- cross-posted to:
- linux@lemmy.ml
- cross-posted to:
- linux@lemmy.ml
tr:dr; he says “x86 took over the server market” because it was the same architecture developers in companies had on their machines thus it made it very easy to develop applications on their machines to then ship to the servers.
Now this, among others he made, are very good points on how and why it is hard for ARM to get mainstream on the datacenter, however I also feel like he kind lost touch with reality on this one…
He’s comparing two very different situations, more specifically eras. Developers aren’t so tied anymore like they used to be to the underlaying hardware. The software development market evolved from C to very high language languages such as Javascript/Typescript and the majority of stuff developed is done or will be done in those languages thus the CPU architecture becomes irrelevant.
Obviously very big companies such as Google, Microsoft and Amazon are more than happy to pay the little “tax” to ensure Javascript runs fine on ARM than to pay the big bucks they pay for x86…
What are your thoughts?
I hate my M2 Mac because I hate Macs and Docker doesn’t always work correctly.
I’d be surprised if Docker worked at all on an M2, because it doesn’t work worth a shit on an x86 Mac.
If you run an ARM system inside docker, it works much better!
Many pre-baked images may be x86 only. However, thanks to M processors there’s a real demand for more than Raspberry Pi, so this will get better too.
Unfortunately I was trying to build WebRTC, which is supported on Linux only.
There’s aarch64 version of Linux.
Not all the dependencies are supported on aarch64 unfortunately.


§ **Action item**:
Look through the data below. Collect every line where the word "screenshot" occurs.

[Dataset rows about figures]
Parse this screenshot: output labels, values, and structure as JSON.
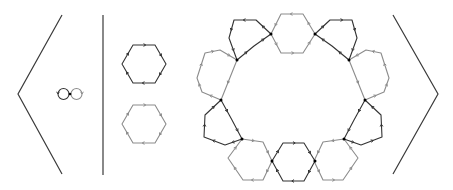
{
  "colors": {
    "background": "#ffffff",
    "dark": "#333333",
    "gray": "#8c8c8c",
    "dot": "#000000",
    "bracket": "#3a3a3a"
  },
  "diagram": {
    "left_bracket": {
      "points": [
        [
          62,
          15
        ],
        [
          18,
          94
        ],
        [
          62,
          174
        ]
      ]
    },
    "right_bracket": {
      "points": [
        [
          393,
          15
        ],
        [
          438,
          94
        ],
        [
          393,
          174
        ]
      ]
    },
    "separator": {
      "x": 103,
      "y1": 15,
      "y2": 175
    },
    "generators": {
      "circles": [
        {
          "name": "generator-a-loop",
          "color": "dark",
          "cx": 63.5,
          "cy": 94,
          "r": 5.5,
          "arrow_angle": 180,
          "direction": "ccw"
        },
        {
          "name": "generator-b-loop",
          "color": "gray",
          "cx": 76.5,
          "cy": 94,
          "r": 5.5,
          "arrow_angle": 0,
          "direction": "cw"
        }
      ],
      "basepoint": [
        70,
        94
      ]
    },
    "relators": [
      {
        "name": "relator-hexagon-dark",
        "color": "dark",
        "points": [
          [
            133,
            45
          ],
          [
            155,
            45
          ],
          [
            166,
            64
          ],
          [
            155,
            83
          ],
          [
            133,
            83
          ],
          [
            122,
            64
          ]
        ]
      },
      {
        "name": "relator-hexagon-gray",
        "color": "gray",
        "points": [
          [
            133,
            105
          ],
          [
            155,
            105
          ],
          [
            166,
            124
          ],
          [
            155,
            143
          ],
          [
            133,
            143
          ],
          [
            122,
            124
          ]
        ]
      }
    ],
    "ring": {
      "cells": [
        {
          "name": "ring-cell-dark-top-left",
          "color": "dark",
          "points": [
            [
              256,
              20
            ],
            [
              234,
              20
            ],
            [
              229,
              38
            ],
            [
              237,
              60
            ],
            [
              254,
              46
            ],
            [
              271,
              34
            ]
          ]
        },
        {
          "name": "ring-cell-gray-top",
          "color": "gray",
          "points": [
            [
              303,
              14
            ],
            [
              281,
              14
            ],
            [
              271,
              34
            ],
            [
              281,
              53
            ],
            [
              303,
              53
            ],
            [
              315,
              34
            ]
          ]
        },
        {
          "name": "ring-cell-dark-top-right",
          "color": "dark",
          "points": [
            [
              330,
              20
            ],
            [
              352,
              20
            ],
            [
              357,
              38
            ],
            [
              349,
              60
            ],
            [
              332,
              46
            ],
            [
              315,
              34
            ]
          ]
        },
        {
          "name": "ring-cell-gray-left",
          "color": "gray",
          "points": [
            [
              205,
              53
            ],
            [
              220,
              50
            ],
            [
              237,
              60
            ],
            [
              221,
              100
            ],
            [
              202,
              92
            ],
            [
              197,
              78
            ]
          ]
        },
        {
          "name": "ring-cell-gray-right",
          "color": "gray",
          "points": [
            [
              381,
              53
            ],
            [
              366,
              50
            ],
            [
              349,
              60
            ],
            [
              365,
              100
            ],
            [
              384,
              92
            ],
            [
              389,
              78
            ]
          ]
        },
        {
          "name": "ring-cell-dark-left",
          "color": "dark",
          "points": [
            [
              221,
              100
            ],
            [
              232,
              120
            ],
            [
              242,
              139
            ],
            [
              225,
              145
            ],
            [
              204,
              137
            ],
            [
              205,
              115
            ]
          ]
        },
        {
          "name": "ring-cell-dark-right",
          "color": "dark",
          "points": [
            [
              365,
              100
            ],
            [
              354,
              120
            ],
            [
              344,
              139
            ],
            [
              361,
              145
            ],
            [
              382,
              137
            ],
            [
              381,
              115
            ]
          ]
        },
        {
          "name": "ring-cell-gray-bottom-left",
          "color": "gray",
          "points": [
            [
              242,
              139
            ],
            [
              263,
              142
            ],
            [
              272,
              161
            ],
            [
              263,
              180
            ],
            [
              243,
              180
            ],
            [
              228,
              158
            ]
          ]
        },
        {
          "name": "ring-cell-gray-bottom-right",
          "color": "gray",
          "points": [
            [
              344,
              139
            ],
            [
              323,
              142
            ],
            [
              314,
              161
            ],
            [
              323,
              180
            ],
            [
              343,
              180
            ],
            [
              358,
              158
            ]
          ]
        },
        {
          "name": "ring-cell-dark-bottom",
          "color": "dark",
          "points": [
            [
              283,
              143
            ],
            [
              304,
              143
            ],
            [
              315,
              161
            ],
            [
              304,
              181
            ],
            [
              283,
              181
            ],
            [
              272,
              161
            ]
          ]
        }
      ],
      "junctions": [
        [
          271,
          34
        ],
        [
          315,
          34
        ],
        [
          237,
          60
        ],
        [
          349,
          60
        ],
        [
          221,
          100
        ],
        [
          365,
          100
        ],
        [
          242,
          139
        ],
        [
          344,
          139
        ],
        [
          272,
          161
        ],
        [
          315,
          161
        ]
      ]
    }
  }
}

==

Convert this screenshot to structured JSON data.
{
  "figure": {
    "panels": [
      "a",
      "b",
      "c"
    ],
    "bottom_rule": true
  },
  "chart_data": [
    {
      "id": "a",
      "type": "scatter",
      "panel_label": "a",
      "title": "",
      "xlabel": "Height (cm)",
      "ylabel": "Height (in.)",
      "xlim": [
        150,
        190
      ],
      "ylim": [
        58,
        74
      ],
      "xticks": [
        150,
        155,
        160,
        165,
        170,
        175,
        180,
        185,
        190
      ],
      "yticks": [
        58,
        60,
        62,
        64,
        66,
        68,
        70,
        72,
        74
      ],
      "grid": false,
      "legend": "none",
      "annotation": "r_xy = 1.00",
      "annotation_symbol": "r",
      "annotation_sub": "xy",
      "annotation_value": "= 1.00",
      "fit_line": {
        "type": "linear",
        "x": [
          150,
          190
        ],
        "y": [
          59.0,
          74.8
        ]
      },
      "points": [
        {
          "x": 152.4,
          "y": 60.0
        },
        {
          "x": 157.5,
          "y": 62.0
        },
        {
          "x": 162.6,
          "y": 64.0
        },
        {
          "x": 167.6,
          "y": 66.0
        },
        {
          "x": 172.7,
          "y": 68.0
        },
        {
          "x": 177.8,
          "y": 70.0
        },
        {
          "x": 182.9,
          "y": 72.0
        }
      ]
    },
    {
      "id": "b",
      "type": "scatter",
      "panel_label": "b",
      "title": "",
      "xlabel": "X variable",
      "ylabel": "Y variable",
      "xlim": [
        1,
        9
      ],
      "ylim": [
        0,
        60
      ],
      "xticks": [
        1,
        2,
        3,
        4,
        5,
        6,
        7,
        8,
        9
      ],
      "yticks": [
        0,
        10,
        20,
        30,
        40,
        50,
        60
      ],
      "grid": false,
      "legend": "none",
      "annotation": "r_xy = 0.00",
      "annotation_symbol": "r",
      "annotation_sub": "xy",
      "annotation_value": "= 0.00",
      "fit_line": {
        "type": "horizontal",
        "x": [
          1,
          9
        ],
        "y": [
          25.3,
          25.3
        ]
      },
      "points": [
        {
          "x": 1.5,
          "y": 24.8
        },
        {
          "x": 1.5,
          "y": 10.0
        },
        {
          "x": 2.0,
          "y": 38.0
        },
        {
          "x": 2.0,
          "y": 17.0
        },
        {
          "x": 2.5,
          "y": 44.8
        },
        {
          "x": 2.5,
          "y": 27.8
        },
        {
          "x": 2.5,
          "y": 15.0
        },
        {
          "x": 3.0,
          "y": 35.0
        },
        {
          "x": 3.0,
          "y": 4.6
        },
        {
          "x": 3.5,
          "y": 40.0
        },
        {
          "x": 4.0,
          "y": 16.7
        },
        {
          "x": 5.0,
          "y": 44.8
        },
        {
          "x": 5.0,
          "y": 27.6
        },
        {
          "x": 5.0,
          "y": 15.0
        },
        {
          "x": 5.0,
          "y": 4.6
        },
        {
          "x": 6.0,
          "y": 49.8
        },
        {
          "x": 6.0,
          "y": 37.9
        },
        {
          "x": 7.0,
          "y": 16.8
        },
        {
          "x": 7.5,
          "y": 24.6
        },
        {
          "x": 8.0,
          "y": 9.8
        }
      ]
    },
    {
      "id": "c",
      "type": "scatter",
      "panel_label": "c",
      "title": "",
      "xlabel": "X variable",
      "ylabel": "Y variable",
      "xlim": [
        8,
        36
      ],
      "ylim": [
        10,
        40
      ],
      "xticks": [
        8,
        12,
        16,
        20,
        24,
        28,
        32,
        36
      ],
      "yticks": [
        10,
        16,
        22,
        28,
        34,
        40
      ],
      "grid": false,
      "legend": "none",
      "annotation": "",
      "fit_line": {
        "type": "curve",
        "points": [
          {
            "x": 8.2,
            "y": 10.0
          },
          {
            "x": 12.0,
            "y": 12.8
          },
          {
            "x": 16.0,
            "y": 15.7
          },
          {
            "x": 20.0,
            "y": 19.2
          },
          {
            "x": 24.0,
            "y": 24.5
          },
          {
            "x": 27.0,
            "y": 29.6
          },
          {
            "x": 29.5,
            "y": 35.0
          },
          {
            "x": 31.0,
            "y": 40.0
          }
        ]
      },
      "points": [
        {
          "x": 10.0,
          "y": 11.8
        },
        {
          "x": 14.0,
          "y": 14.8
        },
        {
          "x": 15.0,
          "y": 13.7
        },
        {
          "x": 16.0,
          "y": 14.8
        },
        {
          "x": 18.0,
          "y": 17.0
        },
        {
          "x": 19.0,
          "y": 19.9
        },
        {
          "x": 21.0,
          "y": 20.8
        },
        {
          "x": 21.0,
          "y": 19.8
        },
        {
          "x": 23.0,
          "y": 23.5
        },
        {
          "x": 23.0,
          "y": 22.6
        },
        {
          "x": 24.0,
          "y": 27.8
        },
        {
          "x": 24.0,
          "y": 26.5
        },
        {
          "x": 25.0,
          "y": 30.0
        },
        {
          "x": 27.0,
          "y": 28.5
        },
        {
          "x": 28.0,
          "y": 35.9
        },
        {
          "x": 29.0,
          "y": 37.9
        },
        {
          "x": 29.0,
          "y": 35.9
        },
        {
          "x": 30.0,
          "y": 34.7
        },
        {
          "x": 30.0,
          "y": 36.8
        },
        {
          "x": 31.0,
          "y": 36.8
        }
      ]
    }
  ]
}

§ **Solution to the exercise**:
Parse this screenshot: output labels, values, and structure as JSON.
Convert this screenshot to structured JSON data.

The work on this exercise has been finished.